That Took A Left Turn

Pages Read: 10

Pages To Go: 968

What the hell just happened?

I mentioned a bit earlier that we might be dealing with an unreliable narrator. That was an understatement.

We’re less than 10 pages in, and Hal has been wrestled to the ground by his interviewers, who are thoroughly freaked out by his behavior. It’s clear that what’s happening in his mind is very much disconnected from whatever reality is happening around him, and so we the readers have no idea what to trust.

With very little to work on so far, I see three main possibilities:

  1. Hal is not in control of his actions, almost as if he’s a prisoner of his own mind.
  2. Hal is making up how the administrators are reacting, perhaps as a metaphorical representation of how he feels.
  3. Hal is making everything up.

There’s a lot going on in this episode, but to try and make sense of it now is probably impossible. If I come back and reread the first ten pages after I’ve finished, I expect everything will take on a very different connotation.

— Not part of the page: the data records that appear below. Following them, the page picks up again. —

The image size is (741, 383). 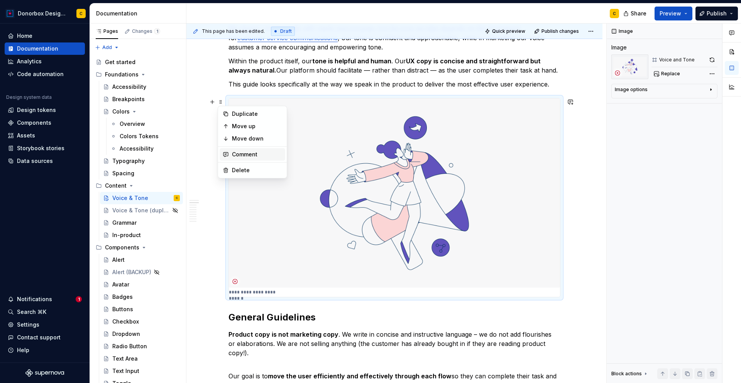 I want to click on a: Voice & ToneC, so click(x=141, y=198). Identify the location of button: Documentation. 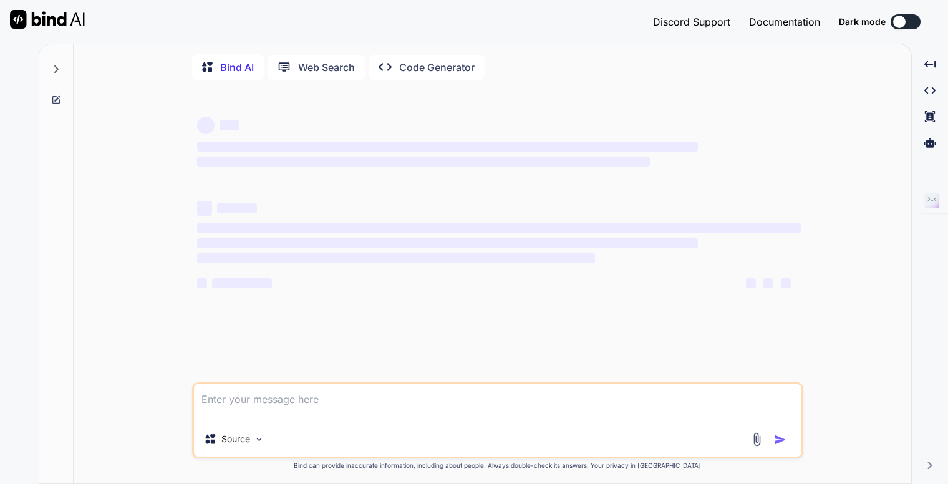
(785, 22).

And if it doesn’t, then perhaps all the fuss about Infinite Jest is unwarranted.

Also of note, I’ve been reading a lot of philosophy, and listening to philosophy podcasts, so the part where Hal says/thinks about Kierkegaard* and Camus and Rousseau and Hobbes made me feel like it was all worth it, since I had an inkling of understanding what the references were. Yay, philosophy!

*Side note: Anytime anyone mentions Kierkegaard I immediately think of Family Ties. Deep cuts!

You are reading my live blog of Infinite Jest. Start at the beginning.